Anna-Eva Bergman and her work
Anna-Eva Bergman studied in the State School for Arts and Crafts in Oslo. From the earliest paintings she made, in 1924, she was interested in capturing the peculiar light of the uninhabited, motionless landscape of Norway. In April of 1929 she left for Paris, where she met the artist Hans Hartung, joining the world of the School of Paris.
In the beginning, her art was influenced by the German artists of the Neue Sachlichkeit [New Objetivity]. Her drawings of representative characters of the German and French bourgeoisie revealed a comical and satirical outlook. She used primarily inks and watercolors. From 1933 to 1934, she moved with Hans Hartung to Menorca, in the Balearic Islands, near the small town of Fornells. The paintings and watercolors she made there show Anna-Eva Bergmans interest in the golden number and in architecture, and they announce the simple, constructed forms of her later work.

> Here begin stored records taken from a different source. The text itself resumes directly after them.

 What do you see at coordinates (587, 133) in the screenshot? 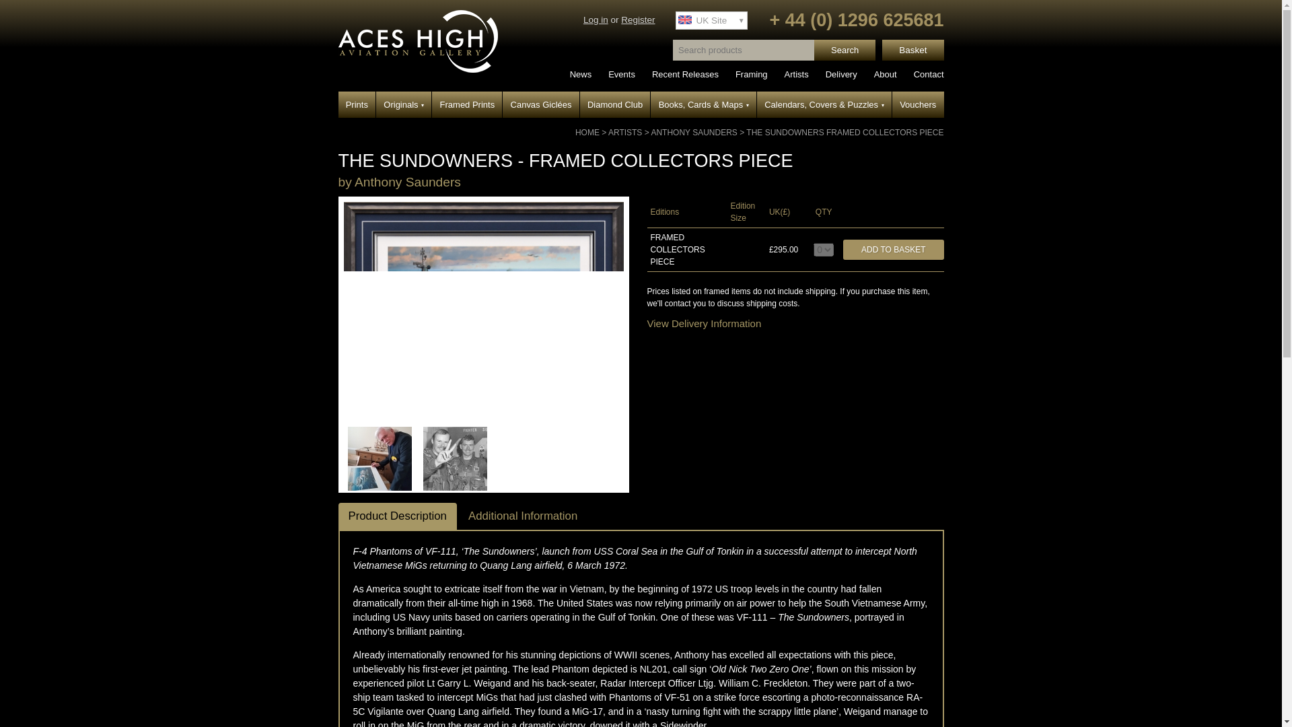
I see `HOME` at bounding box center [587, 133].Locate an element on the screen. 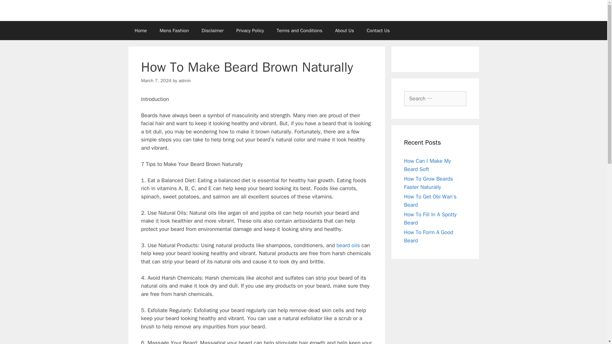 This screenshot has width=612, height=344. Search for: is located at coordinates (435, 99).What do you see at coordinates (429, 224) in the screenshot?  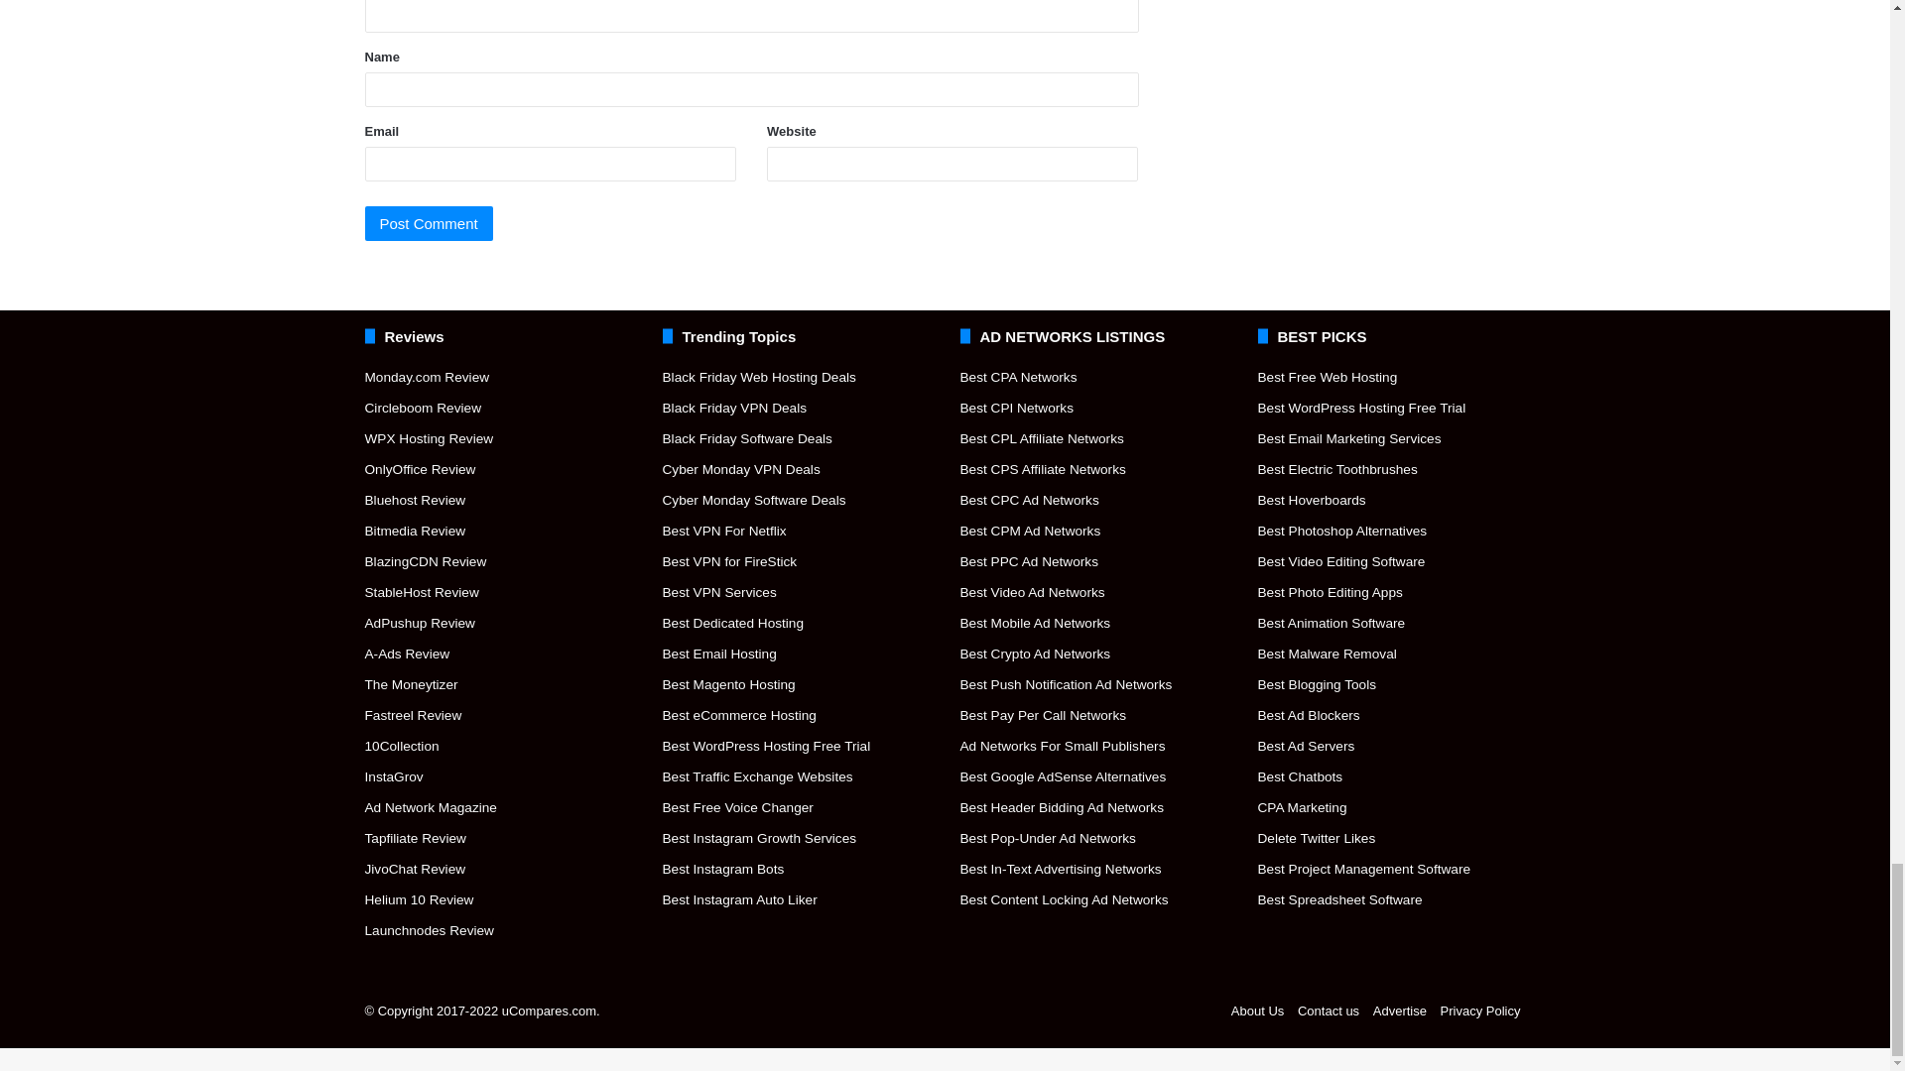 I see `Post Comment` at bounding box center [429, 224].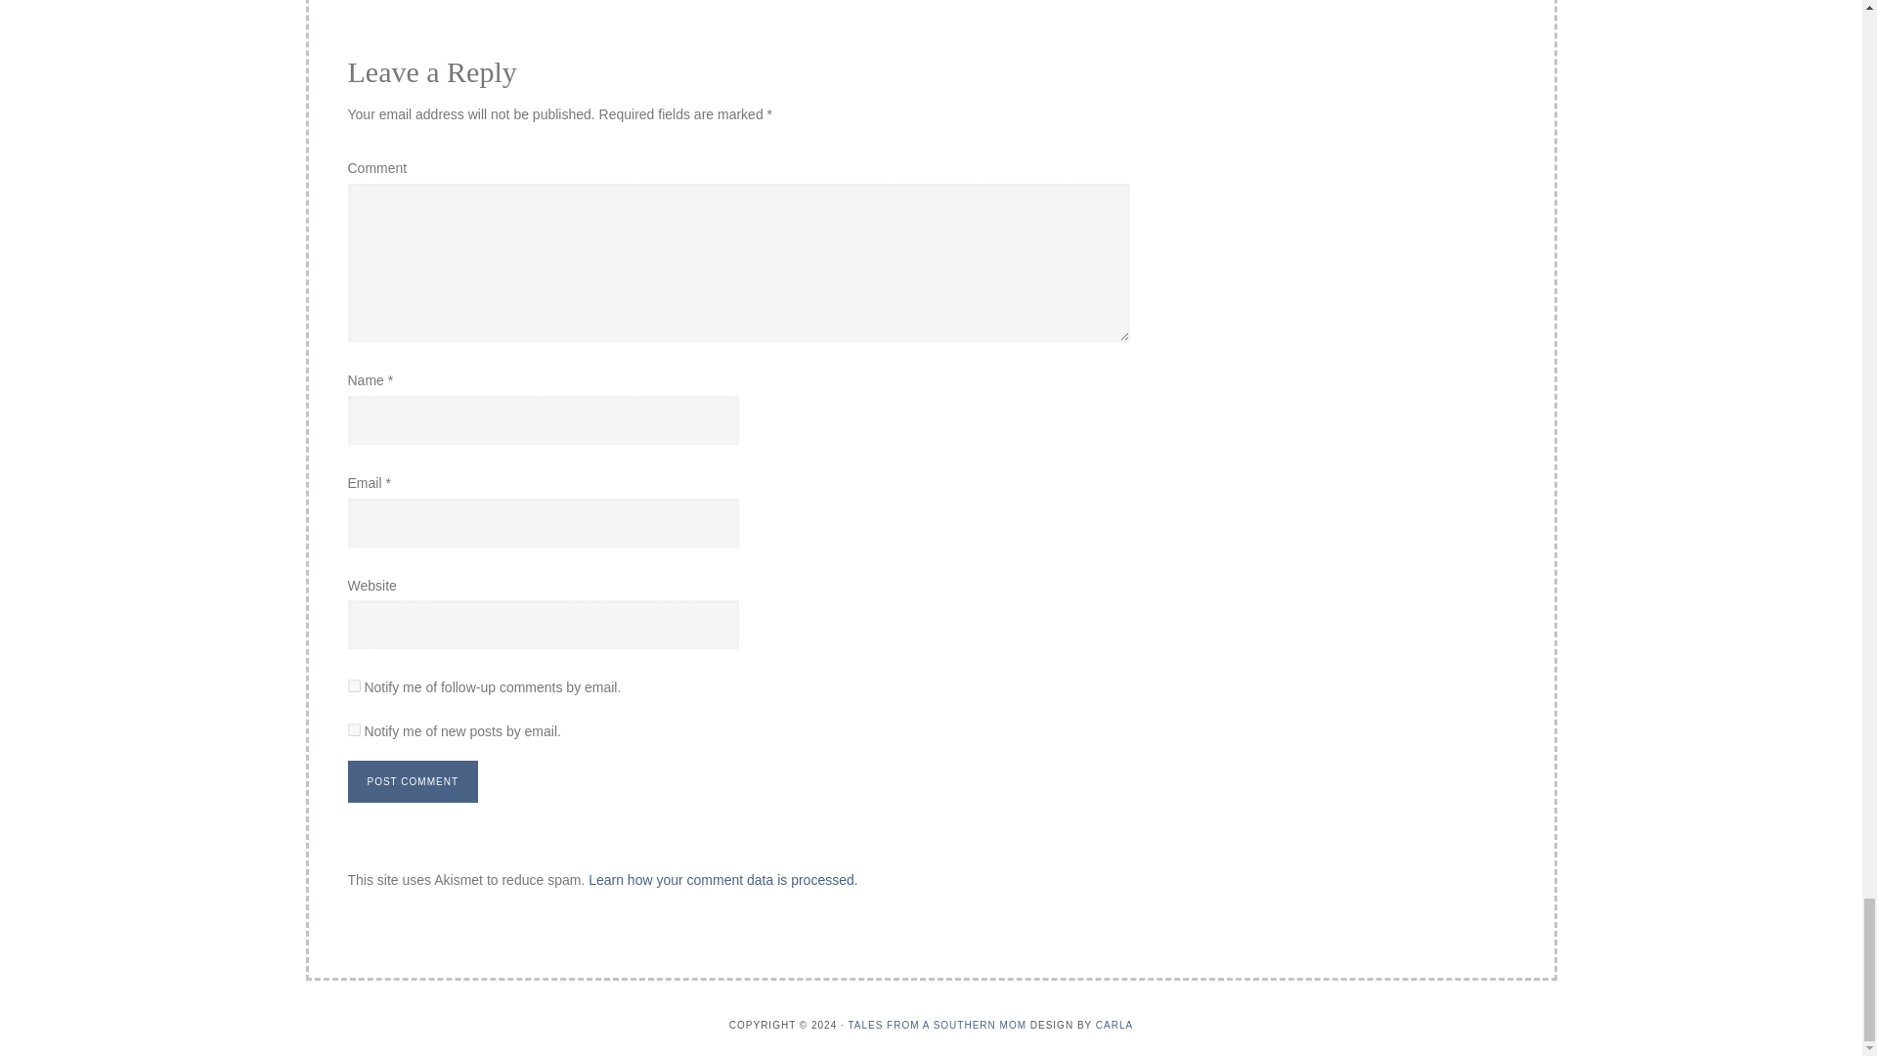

After an artistic hiatus, she resumed painting vigorously in 1946, and in late 1948 she embraced a non-figurative approach. She invented and constructed a unique universe around line and rhythm. Definitively established in Paris in 1953, her work consolidates the exploration of lines and color surfaces, opposing to the informalist tendencies in vogue. In 1958, Anna-Eva Bergman assembled, for the first time in her painting, a repertory of the forms she had been developing in her work since 1952: rock, moon, star, planet, mountain, stele, tree, tomb, valley, boat, prow, and mirror.
In 1962 Bergman and Hartung made an influential trip to Spain. Since then, the artist added in her paintings a new theme to her vocabulary of forms: the horizon, inspired by the landscape of Carboneras, Spain, where they returned regularly until the early 1970s. Bergmans work evolves into the use of simpler shapes and a more restricted chromatic palette.
In 1964, the couple took a boating trip along the Norwegian coast, beyond the North Cape, and came back with nearly a thousand photographs. Bergman began working with those photographs and sketches and using them for several years in her paintings.
In 1967 he represented Norway in the painting section of the São Paulo Biennial. Anna-Eva Bergman was appointed in 1984 as a member of the European Academy of Arts and Sciences.